Posted on 01/18/2009 7:42:09 PM PST by KevinDavis
This weeks Sci-Fi Thread:
Tues:
9/8 -- Fringe -- Fox
Fri:
10/9 -- Battlestar Galactica -- SciFi
dude.. can you add me to this ping list? I love the scifi channel.
Friday’s ep of Battlestar Galactica was great. I was so frustrated that it could only be an hour long.
And Fringe is the best new Sci-Fi show— I just hope they stick a little more to reality or at least unexplainable mystery. That dude going through a wall and the other guy teleporting at the end of last year’s cliffhanger was kind of gay.
Can you explain why you thought the last episode was great? While I thought some of the plot twists related to “Earth” were interesting, they were soon destroyed by the incomprehensible behavior of various characters. It’s like the writers just make the characters do things to create plot twists without any attempt to have them flow naturally from coherent characterization or motives.
I agree that there was an excessive amount of scenery chewing over what clearly would have been a terrible shock, but they seem to have gotten it under control by the end of the episode. If they keep that tamped down, and untangle the questions that arose, it looks very good to me.
I thought the acting was fantastic. It was very emotional.
It’s definitely one of the best shows on TV.
I think what is going on with the Cylons is more interesting than all of the confused behavior on Admiral Adama’s BattleSex Galatica starship. And does anyone on that ship do any house cleaning chores?
I think the acting on Battlestar Galactica is top notch. It’s the characterization and writing that’s a problem. I get no sense of most of the characters as real people because they whipsaw back and forth between people who have their act together and people who are totally falling apart and seem to have no consistent personality, values, or goals that maintain continuity across even a few episodes, never mind the show. It’s like they’re angst machines rather than real people. Maybe they’re all Cylons and that’s what a Cylon is.
Add me to this ping list..........Please
thanks
That was the WHOLE POINT! You are traveling through space...there are only 50,000 of you left. Cylons are killing you off left and right. Before you know it...there are only 30K humans left and the only ray of hope you have to hang your hat on is finding Earth. You spend a couple of years zooming through space dodging cylon raiders...your best friends getting wacked left and right only to find a planet that is a radiological wasteland; not the paradise and new home you had hoped for.
Now...imagine that is you. How are you going to hold it together? How would you react? Some people will keep going...some people will react violently...and some people will chose to end it all (like Dee).
I thought it was a perfect testament to human nature. Their behavior would certainly be incomprehensible...their faintest of hopes were dashed.
And the human response was more than appropriate in light of the circumstances. I loved the scene at the end when Adama arms up to walk to his bridge and he passes graffiti on the wall “Frak Earth”. The Dee actions were amazingly powerful.
However, the Cylons were what inhabited the planet was a major shark jump IMO. The whole point of the series was humanity earning its right to live again after its prior actions and playing Godd with creating a sentient being was one of them. All that to find out that Cylons existed thousands of years ago?
WTF?
KevinDavis, please add me to the list.
I agree the characters seem to jump around quite a bit. The previous season had me scratching my head at times.
The final cylon was out of left field and really didn’t make a whole lot of sense. I can see why a normally ‘together’ person might lose it (Dee), but man, she was one of my favorite characters.
I am watching season 1-3 again in between new episodes.
Given that many of them spent quite a bit of time on New Caprica and know that the possibility of other planets to inhabit exist, not the way that they reacted in the show. The remaining survivors all experienced that "game over" scenario multiple times by now and know from the experience on New Caprica that that there might be other worlds that they could find to live on.
I thought it was a perfect testament to human nature. Their behavior would certainly be incomprehensible...their faintest of hopes were dashed.
Real human beings have experienced all sorts of disasters and I've read and seen plenty about how people react. While it's true that some people exhibit incomprehensible behavior during disasters, the people in the show have experienced so many disasters that dashed their faintest hopes that I find entirely new behavior from them unbelievable. The people inclined to give up have already had more than enough reason to do so.
The other problem is that the new behavior is always a slide toward being a self-centered pathetic jerk. Does nobody that survived have any nobility in them? As such, I think the show reflects postmodernism run amok (no good or evil or right or wrong -- only narcissistic self pity and despair).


Problem to work on:
Check each line of the records for "Crear"; collect those that have it.
Start of Extracted material
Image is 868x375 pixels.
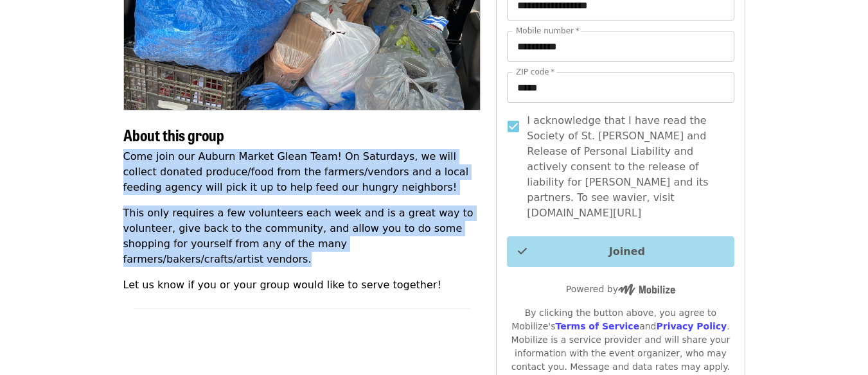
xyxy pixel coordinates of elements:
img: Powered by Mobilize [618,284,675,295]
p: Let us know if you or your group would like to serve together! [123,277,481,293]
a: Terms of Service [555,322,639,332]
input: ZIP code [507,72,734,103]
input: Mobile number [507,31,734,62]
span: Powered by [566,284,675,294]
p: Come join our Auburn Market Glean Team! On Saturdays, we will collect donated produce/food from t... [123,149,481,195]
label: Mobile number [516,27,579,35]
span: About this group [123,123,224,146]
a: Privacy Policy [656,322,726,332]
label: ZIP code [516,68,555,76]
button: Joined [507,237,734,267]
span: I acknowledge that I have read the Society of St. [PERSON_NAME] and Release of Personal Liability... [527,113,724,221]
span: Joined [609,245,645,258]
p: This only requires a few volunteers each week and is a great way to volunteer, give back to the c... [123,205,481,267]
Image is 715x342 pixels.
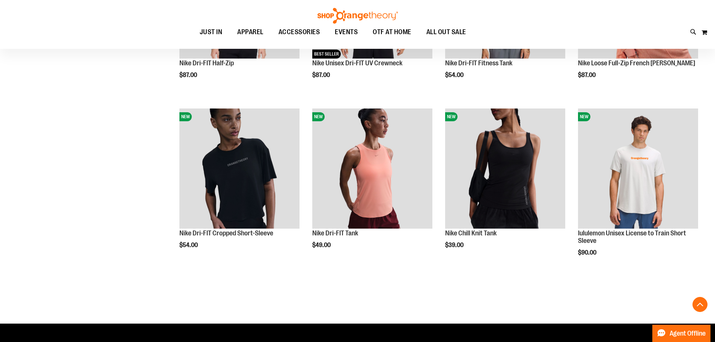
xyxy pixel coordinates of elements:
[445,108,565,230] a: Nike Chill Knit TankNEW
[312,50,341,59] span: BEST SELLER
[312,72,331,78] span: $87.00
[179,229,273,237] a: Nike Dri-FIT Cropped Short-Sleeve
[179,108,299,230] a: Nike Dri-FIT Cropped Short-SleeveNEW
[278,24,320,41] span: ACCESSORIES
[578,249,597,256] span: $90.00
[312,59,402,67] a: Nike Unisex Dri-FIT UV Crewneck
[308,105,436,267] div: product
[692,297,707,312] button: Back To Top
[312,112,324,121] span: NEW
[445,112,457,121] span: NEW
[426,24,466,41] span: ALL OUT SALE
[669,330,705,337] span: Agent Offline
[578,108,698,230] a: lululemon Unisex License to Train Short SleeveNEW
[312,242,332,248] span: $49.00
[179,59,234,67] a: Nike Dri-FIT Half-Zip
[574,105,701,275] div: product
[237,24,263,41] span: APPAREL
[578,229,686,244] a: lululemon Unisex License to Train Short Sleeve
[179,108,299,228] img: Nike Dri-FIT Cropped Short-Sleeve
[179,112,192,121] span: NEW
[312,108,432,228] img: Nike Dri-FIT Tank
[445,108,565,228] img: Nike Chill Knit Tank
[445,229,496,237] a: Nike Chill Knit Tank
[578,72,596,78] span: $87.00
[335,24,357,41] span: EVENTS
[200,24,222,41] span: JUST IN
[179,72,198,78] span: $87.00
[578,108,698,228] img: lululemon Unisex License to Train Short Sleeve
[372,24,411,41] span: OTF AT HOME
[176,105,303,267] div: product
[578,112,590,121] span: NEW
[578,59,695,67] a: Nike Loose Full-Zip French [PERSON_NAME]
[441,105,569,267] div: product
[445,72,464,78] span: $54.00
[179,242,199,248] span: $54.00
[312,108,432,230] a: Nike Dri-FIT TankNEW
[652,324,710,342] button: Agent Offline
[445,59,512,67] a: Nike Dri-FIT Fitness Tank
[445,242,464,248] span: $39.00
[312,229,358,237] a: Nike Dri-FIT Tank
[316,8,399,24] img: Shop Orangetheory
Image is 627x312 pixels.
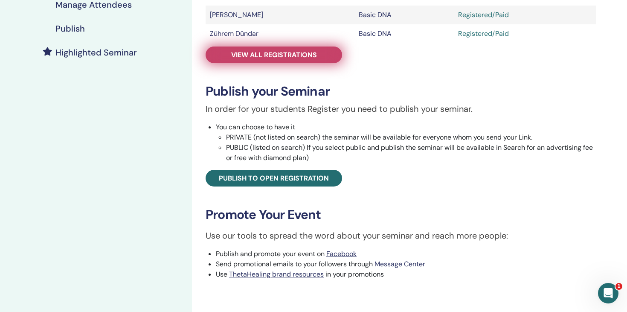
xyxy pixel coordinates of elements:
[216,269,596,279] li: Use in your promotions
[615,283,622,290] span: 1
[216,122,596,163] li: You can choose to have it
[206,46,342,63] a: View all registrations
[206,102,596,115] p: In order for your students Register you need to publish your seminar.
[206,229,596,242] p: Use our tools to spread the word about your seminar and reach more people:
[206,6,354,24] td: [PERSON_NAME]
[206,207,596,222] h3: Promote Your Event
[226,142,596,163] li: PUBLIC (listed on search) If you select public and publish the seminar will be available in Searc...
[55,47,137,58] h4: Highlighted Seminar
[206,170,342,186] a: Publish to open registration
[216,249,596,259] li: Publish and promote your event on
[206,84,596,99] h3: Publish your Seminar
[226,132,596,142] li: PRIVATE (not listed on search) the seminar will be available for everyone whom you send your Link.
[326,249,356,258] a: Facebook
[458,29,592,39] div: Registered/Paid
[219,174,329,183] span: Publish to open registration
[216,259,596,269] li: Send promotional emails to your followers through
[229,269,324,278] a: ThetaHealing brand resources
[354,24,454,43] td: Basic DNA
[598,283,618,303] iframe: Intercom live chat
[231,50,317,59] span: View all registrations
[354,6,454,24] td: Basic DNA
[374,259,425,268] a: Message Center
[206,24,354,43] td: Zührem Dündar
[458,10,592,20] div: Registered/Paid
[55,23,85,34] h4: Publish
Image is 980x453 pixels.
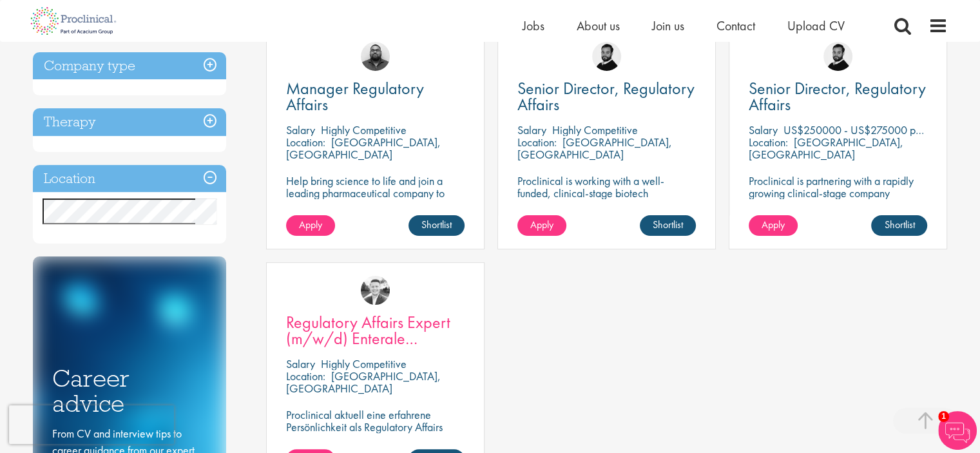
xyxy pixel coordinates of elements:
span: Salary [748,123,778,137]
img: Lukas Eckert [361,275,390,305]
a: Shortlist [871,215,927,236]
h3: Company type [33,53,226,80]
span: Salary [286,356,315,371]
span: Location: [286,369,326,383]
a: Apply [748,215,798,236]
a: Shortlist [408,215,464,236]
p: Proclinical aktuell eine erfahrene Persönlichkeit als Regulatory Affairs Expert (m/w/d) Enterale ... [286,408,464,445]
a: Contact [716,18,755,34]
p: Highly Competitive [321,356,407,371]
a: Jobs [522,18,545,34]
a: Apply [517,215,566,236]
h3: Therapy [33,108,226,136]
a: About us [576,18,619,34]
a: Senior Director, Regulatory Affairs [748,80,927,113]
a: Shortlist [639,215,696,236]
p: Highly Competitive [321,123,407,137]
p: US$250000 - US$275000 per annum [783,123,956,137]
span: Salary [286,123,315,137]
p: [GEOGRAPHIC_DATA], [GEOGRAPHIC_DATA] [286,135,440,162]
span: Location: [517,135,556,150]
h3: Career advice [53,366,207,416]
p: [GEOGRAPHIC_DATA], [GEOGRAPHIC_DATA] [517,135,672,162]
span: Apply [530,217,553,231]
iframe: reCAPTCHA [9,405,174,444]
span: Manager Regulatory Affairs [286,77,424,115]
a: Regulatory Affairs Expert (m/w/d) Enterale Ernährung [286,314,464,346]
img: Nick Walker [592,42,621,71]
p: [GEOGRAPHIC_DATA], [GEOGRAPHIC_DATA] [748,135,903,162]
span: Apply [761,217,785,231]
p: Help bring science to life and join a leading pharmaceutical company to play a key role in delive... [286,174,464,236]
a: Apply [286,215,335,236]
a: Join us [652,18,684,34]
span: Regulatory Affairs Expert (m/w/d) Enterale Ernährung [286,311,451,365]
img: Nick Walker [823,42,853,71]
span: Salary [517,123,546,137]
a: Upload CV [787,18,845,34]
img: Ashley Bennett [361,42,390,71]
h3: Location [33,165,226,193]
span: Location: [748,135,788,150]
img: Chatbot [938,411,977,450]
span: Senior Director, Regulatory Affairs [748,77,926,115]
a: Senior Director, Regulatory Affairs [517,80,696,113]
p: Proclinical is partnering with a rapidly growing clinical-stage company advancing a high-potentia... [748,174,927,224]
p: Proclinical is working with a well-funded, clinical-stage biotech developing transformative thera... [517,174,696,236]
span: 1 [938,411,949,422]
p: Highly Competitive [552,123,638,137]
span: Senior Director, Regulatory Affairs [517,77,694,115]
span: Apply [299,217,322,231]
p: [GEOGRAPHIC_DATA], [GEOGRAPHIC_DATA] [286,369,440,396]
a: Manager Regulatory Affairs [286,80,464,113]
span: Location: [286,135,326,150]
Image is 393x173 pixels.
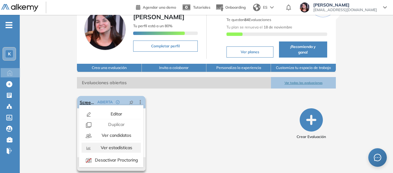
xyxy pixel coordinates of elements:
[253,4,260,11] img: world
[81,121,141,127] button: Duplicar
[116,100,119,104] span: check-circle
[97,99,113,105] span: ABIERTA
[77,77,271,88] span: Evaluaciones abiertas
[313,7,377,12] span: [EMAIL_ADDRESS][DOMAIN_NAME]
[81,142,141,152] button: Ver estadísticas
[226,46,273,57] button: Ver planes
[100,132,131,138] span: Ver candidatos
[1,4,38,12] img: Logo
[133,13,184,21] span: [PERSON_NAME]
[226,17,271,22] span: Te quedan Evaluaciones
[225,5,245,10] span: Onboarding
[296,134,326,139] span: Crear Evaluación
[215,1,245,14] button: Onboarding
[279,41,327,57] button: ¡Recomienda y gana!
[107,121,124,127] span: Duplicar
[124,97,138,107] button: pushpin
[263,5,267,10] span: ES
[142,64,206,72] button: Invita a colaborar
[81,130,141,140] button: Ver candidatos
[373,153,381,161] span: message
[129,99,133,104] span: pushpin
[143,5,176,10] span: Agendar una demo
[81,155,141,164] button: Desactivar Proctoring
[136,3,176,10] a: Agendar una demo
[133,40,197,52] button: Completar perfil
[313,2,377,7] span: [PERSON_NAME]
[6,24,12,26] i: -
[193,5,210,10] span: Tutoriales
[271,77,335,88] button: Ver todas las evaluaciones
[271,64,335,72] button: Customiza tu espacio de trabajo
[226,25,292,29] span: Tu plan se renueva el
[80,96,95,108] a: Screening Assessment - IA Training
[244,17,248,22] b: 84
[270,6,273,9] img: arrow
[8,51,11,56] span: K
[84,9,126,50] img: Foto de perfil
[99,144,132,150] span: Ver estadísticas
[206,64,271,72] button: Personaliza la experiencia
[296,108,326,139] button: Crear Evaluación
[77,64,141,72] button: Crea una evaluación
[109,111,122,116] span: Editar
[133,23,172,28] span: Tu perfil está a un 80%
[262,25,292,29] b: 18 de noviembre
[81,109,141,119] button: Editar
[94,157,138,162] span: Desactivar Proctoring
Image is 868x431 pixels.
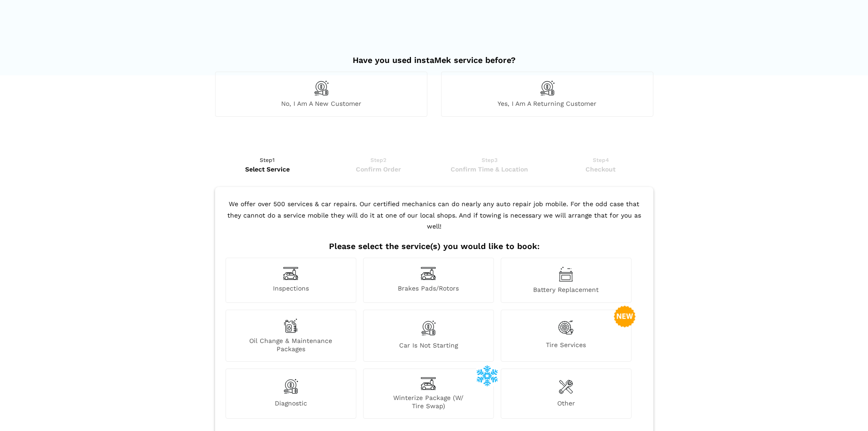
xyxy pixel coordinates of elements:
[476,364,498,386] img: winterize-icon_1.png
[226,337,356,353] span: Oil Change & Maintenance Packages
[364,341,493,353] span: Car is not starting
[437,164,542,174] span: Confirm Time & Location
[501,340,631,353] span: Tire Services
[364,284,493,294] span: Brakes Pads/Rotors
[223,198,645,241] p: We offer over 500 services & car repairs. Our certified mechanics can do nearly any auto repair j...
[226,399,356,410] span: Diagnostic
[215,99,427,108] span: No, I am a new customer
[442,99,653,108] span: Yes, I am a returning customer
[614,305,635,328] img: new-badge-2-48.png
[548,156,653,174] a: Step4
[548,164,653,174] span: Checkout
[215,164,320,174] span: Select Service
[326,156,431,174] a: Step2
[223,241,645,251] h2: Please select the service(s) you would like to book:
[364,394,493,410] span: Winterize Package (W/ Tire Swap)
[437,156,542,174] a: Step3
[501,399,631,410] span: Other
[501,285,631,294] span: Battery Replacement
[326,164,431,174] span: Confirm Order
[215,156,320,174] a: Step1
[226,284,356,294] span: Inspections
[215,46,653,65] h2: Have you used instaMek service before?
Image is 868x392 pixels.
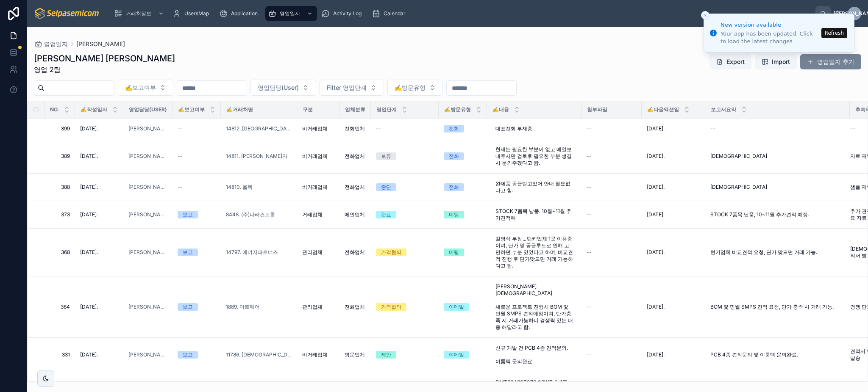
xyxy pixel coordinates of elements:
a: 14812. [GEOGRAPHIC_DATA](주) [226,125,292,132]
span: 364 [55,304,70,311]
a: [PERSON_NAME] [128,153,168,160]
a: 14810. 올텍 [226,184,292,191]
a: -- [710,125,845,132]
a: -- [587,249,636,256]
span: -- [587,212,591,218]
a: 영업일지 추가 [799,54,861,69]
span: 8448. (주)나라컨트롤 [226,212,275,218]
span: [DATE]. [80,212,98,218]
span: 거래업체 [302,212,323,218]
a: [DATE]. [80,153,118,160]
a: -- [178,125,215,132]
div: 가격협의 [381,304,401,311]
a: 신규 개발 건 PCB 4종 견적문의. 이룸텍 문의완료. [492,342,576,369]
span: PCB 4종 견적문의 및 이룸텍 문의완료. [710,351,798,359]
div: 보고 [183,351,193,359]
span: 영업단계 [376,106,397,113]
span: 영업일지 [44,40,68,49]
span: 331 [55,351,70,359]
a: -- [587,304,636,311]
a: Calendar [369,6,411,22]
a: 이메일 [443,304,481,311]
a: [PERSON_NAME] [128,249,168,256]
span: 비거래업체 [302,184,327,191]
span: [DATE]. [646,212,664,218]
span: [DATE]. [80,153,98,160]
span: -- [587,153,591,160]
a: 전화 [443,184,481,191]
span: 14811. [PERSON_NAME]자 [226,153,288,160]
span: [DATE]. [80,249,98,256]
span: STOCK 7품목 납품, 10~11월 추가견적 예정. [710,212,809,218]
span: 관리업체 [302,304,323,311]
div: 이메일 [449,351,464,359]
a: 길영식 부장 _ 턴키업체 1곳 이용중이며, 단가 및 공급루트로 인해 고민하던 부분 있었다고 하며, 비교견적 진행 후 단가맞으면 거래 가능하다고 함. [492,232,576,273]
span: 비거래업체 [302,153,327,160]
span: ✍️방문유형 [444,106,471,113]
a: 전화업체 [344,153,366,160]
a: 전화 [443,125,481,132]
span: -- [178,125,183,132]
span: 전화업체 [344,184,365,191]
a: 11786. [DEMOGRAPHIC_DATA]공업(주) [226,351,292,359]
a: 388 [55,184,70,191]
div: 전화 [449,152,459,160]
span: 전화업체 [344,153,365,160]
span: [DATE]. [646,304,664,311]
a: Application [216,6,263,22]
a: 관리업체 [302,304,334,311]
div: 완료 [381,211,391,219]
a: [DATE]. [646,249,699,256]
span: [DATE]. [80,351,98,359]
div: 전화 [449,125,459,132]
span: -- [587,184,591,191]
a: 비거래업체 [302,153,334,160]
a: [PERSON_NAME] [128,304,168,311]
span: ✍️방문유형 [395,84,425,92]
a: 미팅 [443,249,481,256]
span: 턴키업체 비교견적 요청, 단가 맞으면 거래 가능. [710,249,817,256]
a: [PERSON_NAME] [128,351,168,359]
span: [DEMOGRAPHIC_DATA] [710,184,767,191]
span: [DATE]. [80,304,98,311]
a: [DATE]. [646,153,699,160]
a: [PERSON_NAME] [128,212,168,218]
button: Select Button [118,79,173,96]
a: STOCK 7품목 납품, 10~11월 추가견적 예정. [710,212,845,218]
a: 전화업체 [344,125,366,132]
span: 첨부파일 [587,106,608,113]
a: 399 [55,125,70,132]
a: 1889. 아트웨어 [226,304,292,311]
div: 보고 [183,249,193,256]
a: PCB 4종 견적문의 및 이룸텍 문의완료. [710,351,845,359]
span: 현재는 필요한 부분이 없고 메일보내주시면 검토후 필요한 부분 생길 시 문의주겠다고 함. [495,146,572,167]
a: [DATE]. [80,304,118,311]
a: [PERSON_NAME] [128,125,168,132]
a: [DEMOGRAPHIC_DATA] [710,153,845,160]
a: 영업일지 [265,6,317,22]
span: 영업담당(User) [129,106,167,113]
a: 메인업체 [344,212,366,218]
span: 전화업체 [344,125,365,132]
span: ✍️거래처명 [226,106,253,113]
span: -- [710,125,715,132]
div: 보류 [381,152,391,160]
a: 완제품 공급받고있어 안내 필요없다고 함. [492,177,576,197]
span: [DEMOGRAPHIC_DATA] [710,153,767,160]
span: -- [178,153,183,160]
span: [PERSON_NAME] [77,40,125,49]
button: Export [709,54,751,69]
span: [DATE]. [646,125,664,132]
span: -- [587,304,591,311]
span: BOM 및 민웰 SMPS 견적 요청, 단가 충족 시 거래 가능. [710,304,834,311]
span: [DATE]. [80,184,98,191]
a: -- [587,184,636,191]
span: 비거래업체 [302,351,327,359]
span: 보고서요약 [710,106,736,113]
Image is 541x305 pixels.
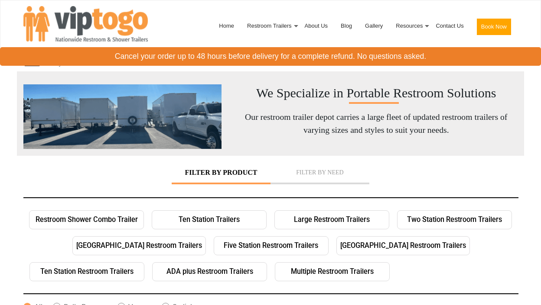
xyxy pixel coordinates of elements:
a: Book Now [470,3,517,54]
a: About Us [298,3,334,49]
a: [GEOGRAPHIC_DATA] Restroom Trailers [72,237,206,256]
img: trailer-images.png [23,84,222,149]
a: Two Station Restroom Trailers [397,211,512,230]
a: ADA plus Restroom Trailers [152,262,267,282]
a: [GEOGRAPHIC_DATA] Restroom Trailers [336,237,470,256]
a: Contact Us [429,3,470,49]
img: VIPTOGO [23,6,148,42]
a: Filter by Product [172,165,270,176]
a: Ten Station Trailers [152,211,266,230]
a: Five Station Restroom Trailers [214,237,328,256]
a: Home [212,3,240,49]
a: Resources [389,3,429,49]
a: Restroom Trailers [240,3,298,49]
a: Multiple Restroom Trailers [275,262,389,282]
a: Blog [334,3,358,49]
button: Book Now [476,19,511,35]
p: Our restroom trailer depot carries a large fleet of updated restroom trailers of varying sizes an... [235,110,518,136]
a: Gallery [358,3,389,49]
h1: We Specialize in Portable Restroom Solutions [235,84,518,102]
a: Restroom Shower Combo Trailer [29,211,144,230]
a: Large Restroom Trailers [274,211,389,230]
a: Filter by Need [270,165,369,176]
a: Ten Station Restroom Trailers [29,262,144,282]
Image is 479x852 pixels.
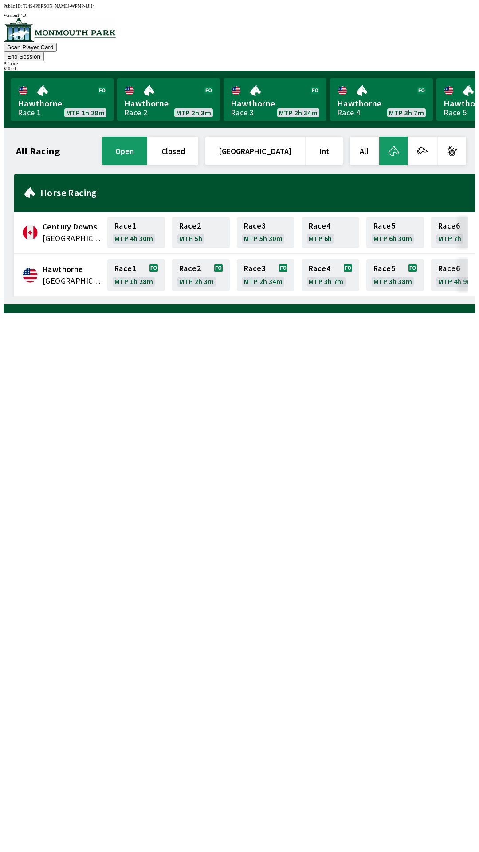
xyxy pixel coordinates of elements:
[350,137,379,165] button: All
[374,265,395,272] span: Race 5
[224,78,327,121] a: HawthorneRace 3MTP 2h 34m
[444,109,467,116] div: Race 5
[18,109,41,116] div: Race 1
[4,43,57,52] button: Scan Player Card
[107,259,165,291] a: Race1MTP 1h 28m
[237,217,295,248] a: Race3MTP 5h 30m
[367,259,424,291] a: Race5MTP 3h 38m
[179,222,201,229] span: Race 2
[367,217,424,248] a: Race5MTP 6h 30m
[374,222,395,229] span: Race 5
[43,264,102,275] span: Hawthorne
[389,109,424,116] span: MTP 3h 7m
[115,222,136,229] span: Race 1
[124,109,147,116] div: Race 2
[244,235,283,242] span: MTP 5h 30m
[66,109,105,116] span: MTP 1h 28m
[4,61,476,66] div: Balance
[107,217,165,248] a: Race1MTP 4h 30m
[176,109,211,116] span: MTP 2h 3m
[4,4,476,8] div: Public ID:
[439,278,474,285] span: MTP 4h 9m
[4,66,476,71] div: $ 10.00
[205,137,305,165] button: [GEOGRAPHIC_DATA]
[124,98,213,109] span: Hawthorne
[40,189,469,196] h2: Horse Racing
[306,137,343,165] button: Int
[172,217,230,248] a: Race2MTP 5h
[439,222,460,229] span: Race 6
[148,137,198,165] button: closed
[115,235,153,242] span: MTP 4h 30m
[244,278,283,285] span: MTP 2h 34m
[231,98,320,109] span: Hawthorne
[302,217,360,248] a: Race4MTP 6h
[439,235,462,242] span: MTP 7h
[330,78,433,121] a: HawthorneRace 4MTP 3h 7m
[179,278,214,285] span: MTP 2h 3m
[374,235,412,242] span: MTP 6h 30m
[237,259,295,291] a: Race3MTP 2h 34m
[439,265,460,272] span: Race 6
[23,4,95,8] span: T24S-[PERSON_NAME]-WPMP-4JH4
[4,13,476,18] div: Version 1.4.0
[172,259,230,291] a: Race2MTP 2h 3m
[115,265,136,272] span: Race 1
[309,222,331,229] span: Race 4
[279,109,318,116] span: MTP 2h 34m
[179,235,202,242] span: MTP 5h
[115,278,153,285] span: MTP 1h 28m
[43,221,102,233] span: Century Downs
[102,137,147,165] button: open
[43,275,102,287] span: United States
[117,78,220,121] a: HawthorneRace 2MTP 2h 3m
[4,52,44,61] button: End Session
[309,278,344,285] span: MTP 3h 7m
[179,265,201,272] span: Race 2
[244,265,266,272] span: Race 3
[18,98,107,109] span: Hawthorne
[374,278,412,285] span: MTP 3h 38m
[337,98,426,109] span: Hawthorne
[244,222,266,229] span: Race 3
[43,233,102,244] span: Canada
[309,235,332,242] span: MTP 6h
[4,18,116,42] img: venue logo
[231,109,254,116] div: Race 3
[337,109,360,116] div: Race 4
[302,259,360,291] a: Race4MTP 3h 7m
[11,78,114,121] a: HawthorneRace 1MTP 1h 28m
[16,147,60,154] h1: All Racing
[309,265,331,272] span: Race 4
End of Extracted material
Expected answer:
[296,134,326,139] span: Crear Evaluación
[296,108,326,139] button: Crear Evaluación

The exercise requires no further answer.